Following this rejection Needle said developers started encountering a problem with building the new estate so close to the existing council homes.
"People were just trampling across what was a building site," Needle explained.
"He [Saxton] decided that the best thing would be to put a close-boarded fence, something like a double the height of a field fence."
Brian Robert MarshallBut the fence was soon broken down, Needle said, at which point "it was decided that the fence was no good".
"So they built a wall."
That story goes against the popularly adopted tale, of a wall built to divide two social classes.
Needle said that story was true in that there "was a wall there that divided people and there were people of different characters", but that the previous class implications were "totally untrue".
"He didn't want that, but it was the only thing he could do it in the circumstances."
Brian Robert MarshallBut current city councillor Linda Smith, who grew up on the Cutteslowe estate, disagreed with Needle's assessment.

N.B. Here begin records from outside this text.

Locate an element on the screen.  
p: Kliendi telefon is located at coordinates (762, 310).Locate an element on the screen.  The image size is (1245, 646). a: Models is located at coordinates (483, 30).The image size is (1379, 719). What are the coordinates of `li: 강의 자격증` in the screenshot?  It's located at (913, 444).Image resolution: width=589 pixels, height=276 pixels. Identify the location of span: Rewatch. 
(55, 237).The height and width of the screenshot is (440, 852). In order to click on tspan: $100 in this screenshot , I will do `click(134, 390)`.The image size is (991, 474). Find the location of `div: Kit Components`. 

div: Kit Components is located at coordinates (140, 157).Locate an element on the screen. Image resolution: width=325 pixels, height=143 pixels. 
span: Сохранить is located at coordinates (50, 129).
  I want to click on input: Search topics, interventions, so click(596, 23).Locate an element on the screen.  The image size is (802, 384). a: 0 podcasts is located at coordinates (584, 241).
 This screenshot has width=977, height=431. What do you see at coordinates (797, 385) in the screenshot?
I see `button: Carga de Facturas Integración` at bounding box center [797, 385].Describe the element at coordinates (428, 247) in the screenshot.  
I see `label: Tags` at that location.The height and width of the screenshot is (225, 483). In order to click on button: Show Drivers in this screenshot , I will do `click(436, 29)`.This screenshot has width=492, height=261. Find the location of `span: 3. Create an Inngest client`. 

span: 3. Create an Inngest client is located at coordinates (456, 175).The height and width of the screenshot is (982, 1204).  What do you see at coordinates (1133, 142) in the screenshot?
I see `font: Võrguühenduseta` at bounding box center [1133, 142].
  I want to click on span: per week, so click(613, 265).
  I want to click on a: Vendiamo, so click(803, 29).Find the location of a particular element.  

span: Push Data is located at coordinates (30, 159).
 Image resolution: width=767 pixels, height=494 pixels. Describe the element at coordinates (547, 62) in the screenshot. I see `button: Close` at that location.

"The walls were not a temporary measure to safeguard a building site," she said.
"They existed for 25 years and served the clear purpose of preventing the residents of the expensive private houses having to encounter the tenants of the neighbouring council estate, forcing those on the other side of the wall to make long detours to get anywhere."
She said the walls had remained in place for "so long" not because of Saxton, but "because of the rampant snobbery and prejudice against council tenants".
"I'm proud of the role the City Council played in finally bringing down the walls in 1959, through the use of a compulsory purchase order of the land they stood on," Smith added.